Look ahead to the next lesson.
As soon as one lesson has been taught, you should be looking ahead to the next one.
1. Write the topic on a post-it note and stick it someplace you will see each day. Then as you go through the week, you will be amazed at the things you find in daily life that relate to the lesson. You will find yourself able to apply the lesson in practical real life scenarios.
2. Change the context.With the topic in your thoughts, walk through a toy store. What toys could be used as object lessons for the upcoming topic? Do the same walking through the supermarket, through a garden, watching the news, reading the newspaper, etc.
3. Relate the lesson to Popular Culture. With the topic in your thoughts, what recent movies or TV shows are related? How can you use them to illustrate key points in your lesson? Do the same for popular songs on the radio? Popular sports figures and events? Tap into youth culture and you have thier attention!

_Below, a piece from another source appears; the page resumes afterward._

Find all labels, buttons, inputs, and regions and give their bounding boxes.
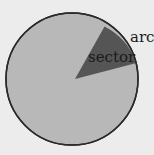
circle-sector-diagram: sector arc [0, 0, 154, 155]
sector-label: sector [88, 48, 136, 66]
arc-label: arc [130, 28, 154, 46]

4. Apply it to your own life.What are some events or experiences in your own life where this lesson was applied, should have been applied, or wasn’t applied. How would knowing the content of this lesson have made a difference to you? What lessons did you learn from the experience? How would applying this lesson make a difference in your life today? As you go through the week try to apply the lesson at every opoprtunity to your own life.
5. Carry a notecard with you with the topic written on it. Whenever you get an insight or idea, jot it down on the card. Too often we have great insights, but then we forget them because we didn’t have a process for recording them for future reference.
MORE IDEAS? See “Creative Object Lessons”
200 page e-book that explains everything you need to know when planning your very own object lessons. It contains 90 fully developed object lesson ideas and another 200 object lesson starter ideas based on Biblical idioms and Names / Descriptions of God.